Exercise directions: Only one stretch of lines is wanted: the line with "reading: 19 °C" through the final line of the material. Restate it word for word, minus pictures.

Data provided:

= Beginning of Section =

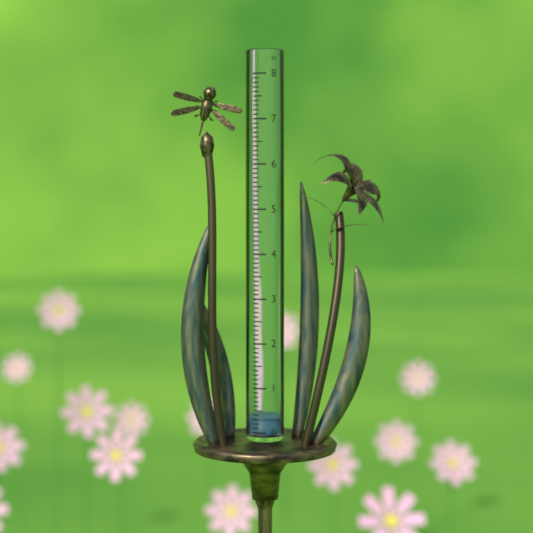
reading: 0.3 in
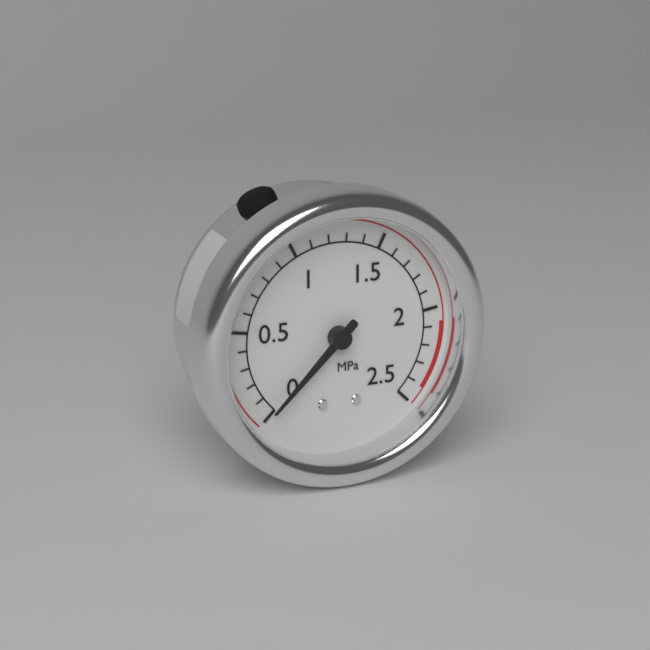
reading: 0.0 MPa
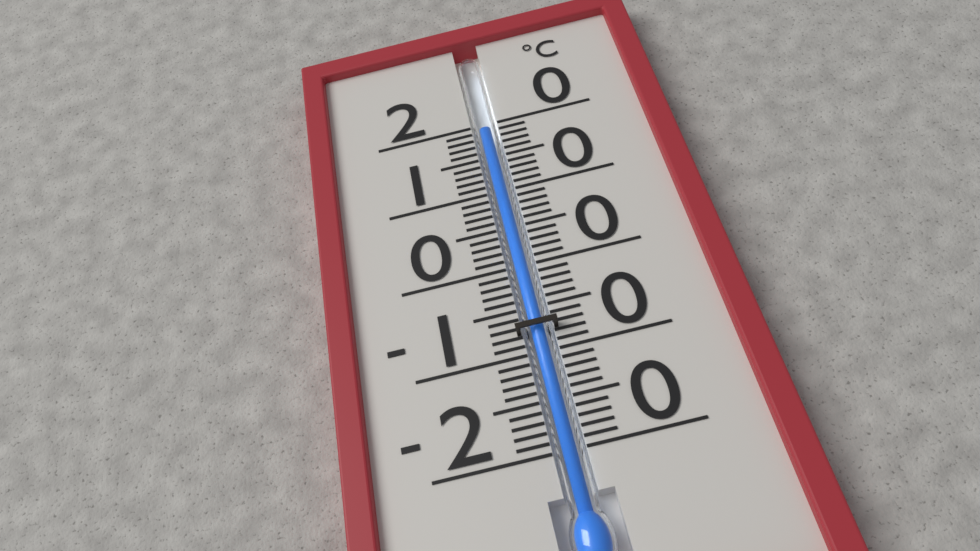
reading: 19 °C
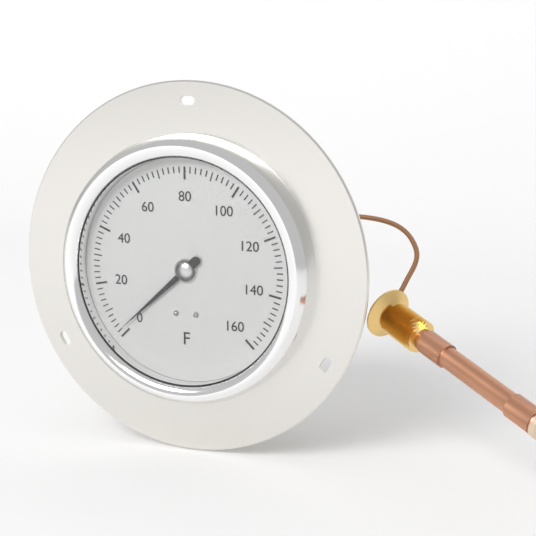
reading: 2 °F
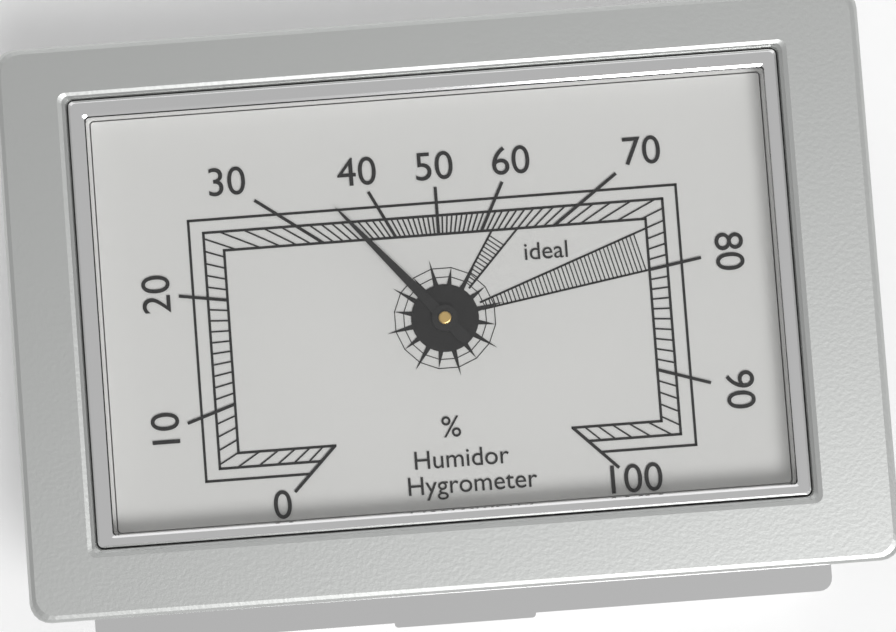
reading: 35 %
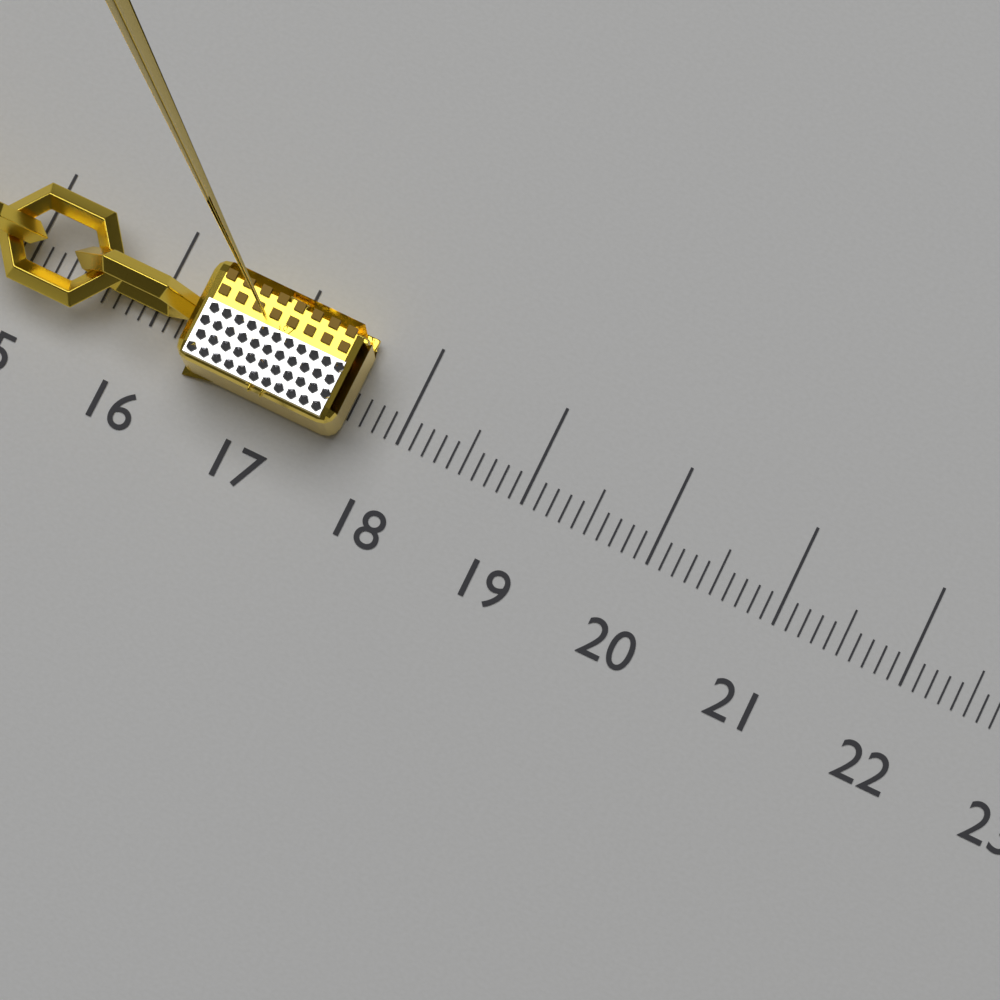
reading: 17.6 (no unit)
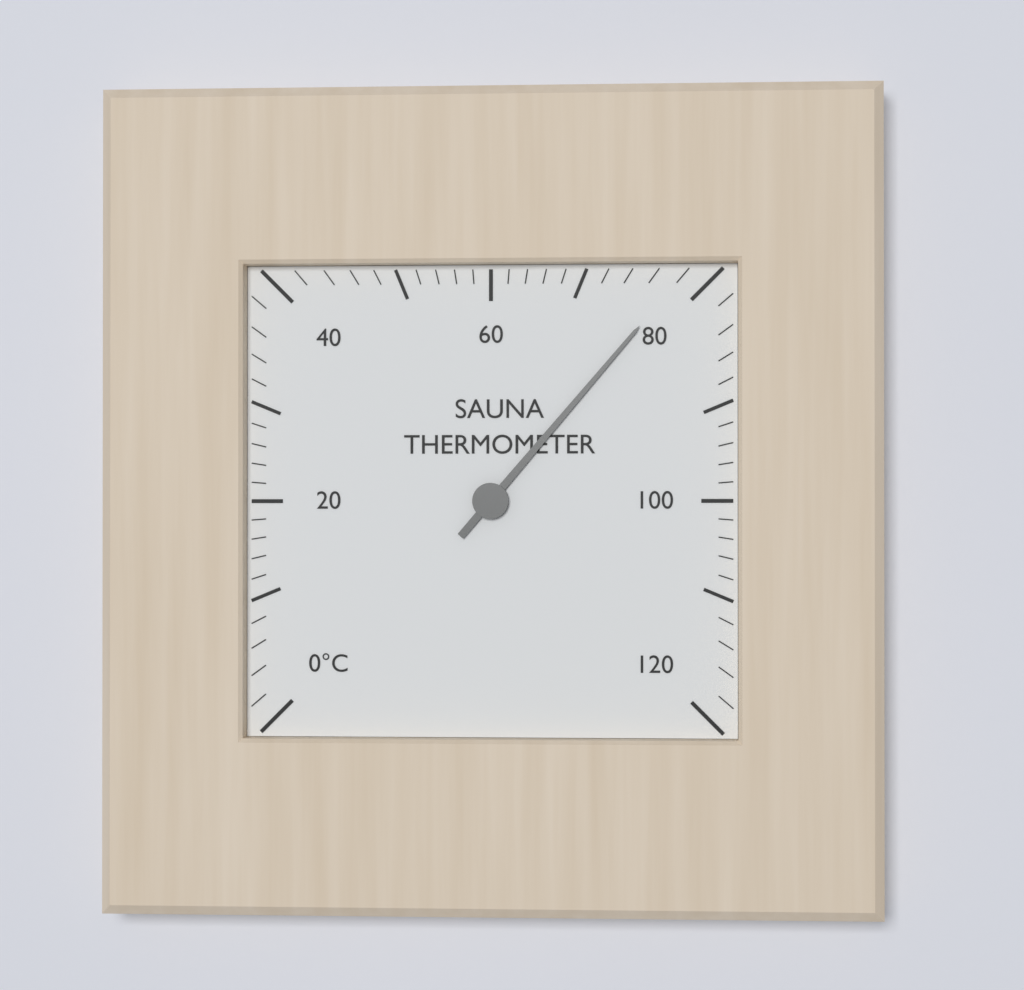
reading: 78 °C
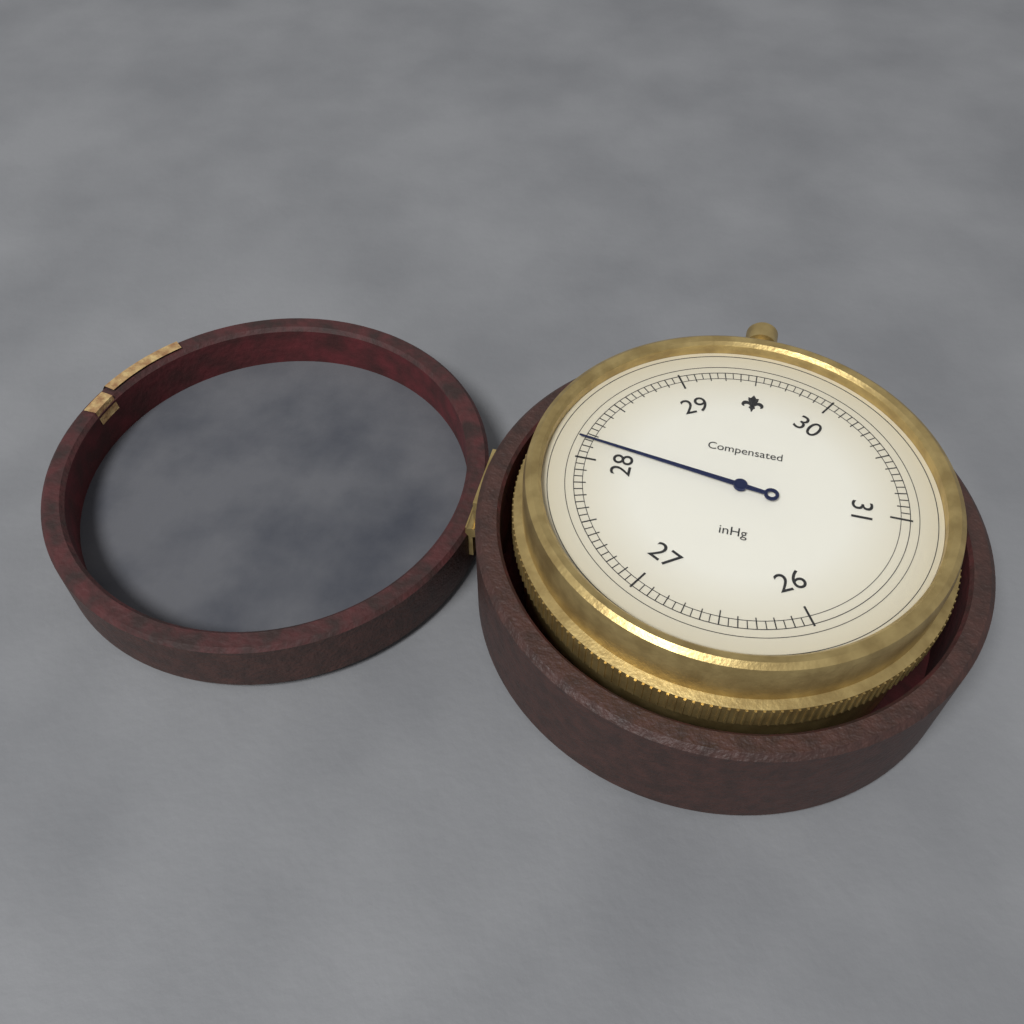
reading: 28.15 inHg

= End of Section =

Answer to the exercise:
reading: 19 °C
reading: 2 °F
reading: 35 %
reading: 17.6 (no unit)
reading: 78 °C
reading: 28.15 inHg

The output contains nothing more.